The fifties—they seem to have taken place on a sunny afternoon that asked nothing of you except a drifting belief in the moment and its power to satisfy.
—Elizabeth Hardwick (1916–2007) American Critic, Essayist
We stand today on the edge of a new frontier—the frontier of the 1960s, a frontier of unknown opportunities and perils, a frontier of unfulfilled hopes and threats. The new frontier of which I speak is not a set of promises—it is a set of challenges.
—John F. Kennedy (1917–63) American Head of State, Journalist
The age demanded that we dance and jammed us into iron pants. And in the end the age was handed the sort of shit that it demanded.

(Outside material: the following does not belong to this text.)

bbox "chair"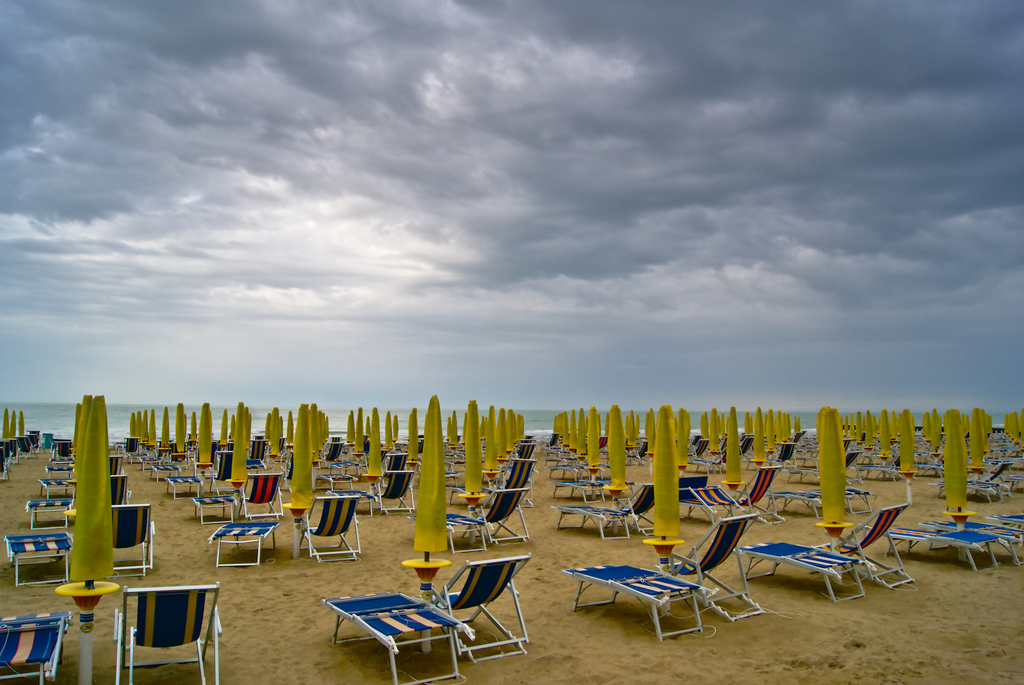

—Ernest Hemingway (1899–1961) American Author, Journalist, Short Story Writer
All in all, I would not have missed this century for the world.
—Gore Vidal (1925–48) American Novelist, Essayist, Journalist, Playwright
I was lucky enough to see with my own eyes the recent stock-market crash, where they lost several million dollars, a rabble of dead money that went sliding off into the sea. Never as then, amid suicides, hysteria, and groups of fainting people, have I felt the sensation of real death, death without hope, death that is nothing but rottenness, for the spectacle was terrifying but devoid of greatness… I felt something like a divine urge to bombard that whole canyon of shadow, where ambulances collected suicides whose hands were full of rings.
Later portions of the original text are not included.